Compiled from the Performing Arts programmes* and Visual Arts exhibition records from HKADC’s Arts Yearbooks and Annual Arts Survey projects dating from 2010.

The Artistic Universe of Irene Chou

Author : Mayching Kao
Art Form : Visual Arts
Year : 2012

Irene Chou (Zhou Luyun, 1924-2011), a renowned painter, started to learn ink painting at the age of twenty-six. She learnt from Chao Shaoan and Lui Shou-kwan and had built a firm foundation in traditional ink painting. Chou created her own style after numerous explorations and established herself as one of the pioneers in the history of modern ink painting. This essay is a thorough account of Chou’s art of different stages. In the 1950s, Chou had been a diligent follower of her teacher’s works. In the 1960s, Chou sketched the nature, learnt from Lui Shou-Kwan (who was advocating “New Ink Painting Movement” at that point of time), studied calligraphy and practiced qigong. By the early 1970s, Chou created her signature “Line Works.” Chou’s “Dark Paintings” series in the mid-70s came out after the decease of her teacher and husband. In the 1980s, influenced by the Neo-Confucian thinker Lu Jiuyuan (Southern Song Dynasty), Chou created her own visual language with signs and symbols. After her recovery from a stroke attack in 1991, she moved to Australia, and continued her quest for innovation for another two decades. Calling herself “an ordinary woman”, Chou’s paintings are internationally recognized and her life is indeed everything but ordinary.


◆ WHAT IS EXPECTED ◆
For this exercise, write out the whole listing below exactly, omitting its images.

Start of MATERIAL PROVIDED

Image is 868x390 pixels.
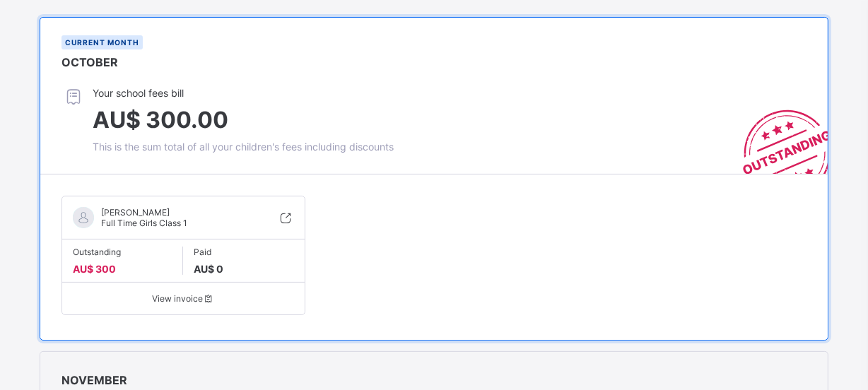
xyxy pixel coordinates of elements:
span: AU$ 300.00 [93,106,229,134]
span: Current Month [65,38,139,47]
span: Your school fees bill [93,87,394,99]
span: OCTOBER [62,55,118,69]
span: AU$ 0 [194,263,224,275]
span: This is the sum total of all your children's fees including discounts [93,141,394,152]
span: View invoice [73,293,294,304]
span: Outstanding [73,246,172,257]
span: Full Time Girls Class 1 [101,218,188,229]
span: Paid [194,246,293,257]
span: AU$ 300 [73,263,116,275]
span: NOVEMBER [62,373,127,387]
span: [PERSON_NAME] [101,207,188,218]
img: outstanding-stamp.3c148f88c3ebafa6da95868fa43343a1.svg [725,93,828,174]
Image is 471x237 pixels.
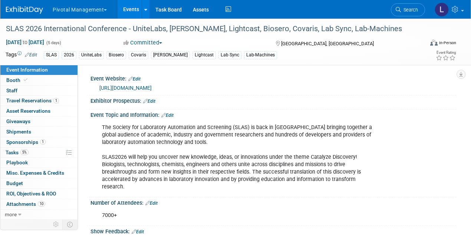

End of MATERIAL PROVIDED

◆ RESPONSE FOR THIS EXERCISE ◆
Image is 868x390 pixels.
xyxy pixel coordinates of elements:
span: AU$ 300.00 [93,106,229,134]
span: Current Month [65,38,139,47]
span: Your school fees bill [93,87,394,99]
span: OCTOBER [62,55,118,69]
span: AU$ 0 [194,263,224,275]
span: This is the sum total of all your children's fees including discounts [93,141,394,152]
span: View invoice [73,293,294,304]
span: Outstanding [73,246,172,257]
span: Full Time Girls Class 1 [101,218,188,229]
span: Paid [194,246,293,257]
span: AU$ 300 [73,263,116,275]
span: NOVEMBER [62,373,127,387]
span: [PERSON_NAME] [101,207,188,218]
img: outstanding-stamp.3c148f88c3ebafa6da95868fa43343a1.svg [725,93,828,174]
Image is 471x237 pixels.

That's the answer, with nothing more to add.